Biden: "I'm Running"
Sen. Joe Biden (D-Del.) seems to have made up his mind to enter the 2008 presidential race, based on reading between the lines of a letter he sent to a potential donor last month and obtained by The Fix from the camp of a potential presidential rival.


Biden appears to be ready to take another shot at the White House. Above, the Delaware senator during a trip to New Hampshire earlier this month. (AP)"I'm running," Biden writes. "You know better than most fundraising is a never-ending story."

A Biden spokesman chose not to comment on the letter. While Biden does not specify the race to which he is referring, it seems improbable that the appeal is aimed at raising money for a reelection race. Biden is up for a 7th term in the Senate in 2008 and has not faced a serious challenge in decades.

Biden's apparent declaration of his presidential intentions is a step further than he was willing to go in an August appearance on NBC's "Meet the Press" when he told moderator Tim Russert: "I'm going to continue the quest to determine whether or not I can put together a campaign and raise the money and be a viable candidate for president. That's my intention."

For Biden, whether he can raise the tens of millions necessary to run a national campaign is the major question that needs answering over the next year or so.

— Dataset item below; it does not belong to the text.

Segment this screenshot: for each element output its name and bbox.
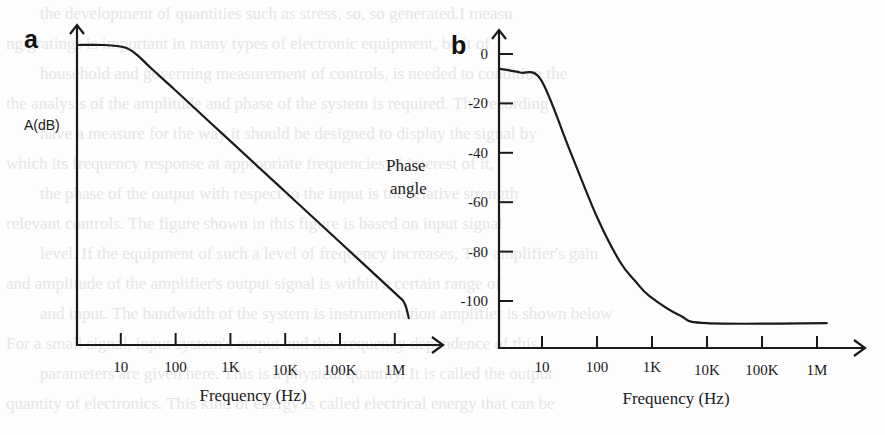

At the end of September, Biden had $1.3 million in his Senate campaign committee. He has made several other concessions to the reality of modern fundraising of late -- breaking a longheld prohibition on accepting donations from political action committees and forming a leadership PAC known as "Unite Our States."

During his 1988 presidential run, Biden raised $4 million -- a huge sum at the time -- before dropping from the race in late 1987 over a mini-scandal involving plagiarism.

Biden's openness about his desire to run for the open Democratic nomination in 2008 stands in stark contrast to the verbal acrobatics employed by many of his Senate colleagues. Sens. Evan Bayh (Ind.), John Kerry (Mass.) and Russ Feingold (Wisc.) have been traveling to key primary and caucus states but have remained coy about their national ambitions. Likely 2008 Democratic frontrunner Hillary Rodham Clinton (N.Y.) refuses to even talk about a presidential bid, insisting she is entirely focused on winning what looks to be a pedestrian Senate reelection campaign next November.